Comrade Laski, C. P. U. S. A. (M.-L.)

michael laski, also known as M. I. Laski, is a relatively obscure young man with deep fervent eyes, a short beard, and a pallor which seems particularly remarkable in Southern California. With his striking appearance and his relentlessly ideological diction, he looks and talks precisely like the popular image of a professional revolutionary, which in fact he is. He was born twenty-six years ago in Brooklyn, moved as a child to Los Angeles, dropped out of U. C. L. A. his sophomore year to organize for the Retail Clerks, and now, as General Secretary of the Central Committee of the Communist Party U. S. A. (Marxist-Leninist), a splinter group of Stalinist-Maoists who divide their energies between Watts and Harlem, he is rigidly committed to an immutable complex of doctrine, including the notions that the traditional American Communist Party is a “revisionist bourgeois clique,” that the Progressive Labor Party, the Trotskyites, and “the revisionist clique headed by Gus Hall” prove themselves opportunistic bourgeois lackeys by making their peace appeal not to the “workers” but to the liberal imperialists; and that H. Rap Brown is the tool, if not the conscious agent, of the ruling imperialist class.

Not long ago I spent some time with Michael Laski, down at the Workers’ International Bookstore in Watts, the West Coast headquarters of the C. P. U. S. A. (M. -L.).
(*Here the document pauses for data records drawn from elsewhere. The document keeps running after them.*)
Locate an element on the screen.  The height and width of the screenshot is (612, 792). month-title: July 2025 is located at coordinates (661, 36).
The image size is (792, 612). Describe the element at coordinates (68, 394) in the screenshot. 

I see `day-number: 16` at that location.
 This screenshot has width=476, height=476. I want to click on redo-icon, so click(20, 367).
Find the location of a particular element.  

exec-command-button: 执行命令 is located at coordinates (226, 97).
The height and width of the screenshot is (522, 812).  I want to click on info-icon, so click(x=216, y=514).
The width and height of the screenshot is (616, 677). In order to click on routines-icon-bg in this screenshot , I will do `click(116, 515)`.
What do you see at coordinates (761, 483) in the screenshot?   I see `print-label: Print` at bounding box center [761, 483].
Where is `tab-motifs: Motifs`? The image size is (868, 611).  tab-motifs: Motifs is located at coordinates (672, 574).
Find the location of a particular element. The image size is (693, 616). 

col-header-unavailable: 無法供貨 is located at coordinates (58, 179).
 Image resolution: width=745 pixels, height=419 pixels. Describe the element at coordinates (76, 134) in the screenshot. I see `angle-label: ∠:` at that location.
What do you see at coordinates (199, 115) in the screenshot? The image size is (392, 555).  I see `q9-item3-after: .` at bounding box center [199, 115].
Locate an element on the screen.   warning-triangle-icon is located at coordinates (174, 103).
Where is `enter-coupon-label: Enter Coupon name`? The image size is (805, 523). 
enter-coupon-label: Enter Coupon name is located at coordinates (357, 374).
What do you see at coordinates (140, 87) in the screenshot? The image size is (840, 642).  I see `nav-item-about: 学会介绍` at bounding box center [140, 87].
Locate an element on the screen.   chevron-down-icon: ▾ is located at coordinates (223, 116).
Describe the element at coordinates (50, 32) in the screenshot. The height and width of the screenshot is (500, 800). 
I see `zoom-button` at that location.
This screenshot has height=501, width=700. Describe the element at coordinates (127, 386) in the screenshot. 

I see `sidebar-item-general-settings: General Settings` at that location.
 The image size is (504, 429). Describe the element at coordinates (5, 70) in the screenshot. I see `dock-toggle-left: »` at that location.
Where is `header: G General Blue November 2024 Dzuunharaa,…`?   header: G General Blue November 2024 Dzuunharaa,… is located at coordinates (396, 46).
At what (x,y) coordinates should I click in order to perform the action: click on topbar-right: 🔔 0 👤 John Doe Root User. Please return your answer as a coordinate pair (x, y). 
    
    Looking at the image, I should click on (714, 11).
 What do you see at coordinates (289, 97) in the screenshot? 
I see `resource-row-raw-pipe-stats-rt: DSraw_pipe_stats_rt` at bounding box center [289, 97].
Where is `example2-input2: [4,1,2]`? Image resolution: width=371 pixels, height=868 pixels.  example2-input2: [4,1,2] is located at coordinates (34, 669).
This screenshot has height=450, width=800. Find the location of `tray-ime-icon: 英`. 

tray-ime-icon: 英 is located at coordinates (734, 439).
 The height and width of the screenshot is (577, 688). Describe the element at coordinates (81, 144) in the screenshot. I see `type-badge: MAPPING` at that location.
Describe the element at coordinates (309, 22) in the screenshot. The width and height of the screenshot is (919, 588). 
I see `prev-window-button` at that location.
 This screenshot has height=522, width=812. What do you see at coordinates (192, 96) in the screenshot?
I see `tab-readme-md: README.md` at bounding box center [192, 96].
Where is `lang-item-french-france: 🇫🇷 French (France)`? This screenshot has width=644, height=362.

We sat at a kitchen table beneath the hammer-and-sickle flag and the portraits of Marx, Engels, Mao Tse-tung, Lenin, and Stalin (Mao in the favored center position), and we discussed the revolution necessary to bring about the dictatorship of the proletariat. Actually I was interested not in the revolution but in the revolutionary. He had with him a small red book of Mao’s poems, and as he talked he squared it on the table, aligned it with the table edge first vertically and then horizontally. To understand who Michael Laski is you must have a feeling for that kind of compulsion. One does not think of him eating, or in bed. He has nothing in common with the passionate personalities who tend to turn up on the New Left. Michael Laski scorns deviationist reformers. He believes with Mao that political power grows out of the barrel of a gun, a point he insists upon with blazing and self-defeating candor. His place in the geography of the American Left is, in short, an almost impossibly lonely and quixotic one, unpopular, unpragmatic. He believes that there are “workers” in the United States, and that, when the time comes, they will “arise,” not in anarchy but in conscious concert, and he also believes that “the ruling class” is self-conscious, and possessed of demonic powers. He is in all ways an idealist.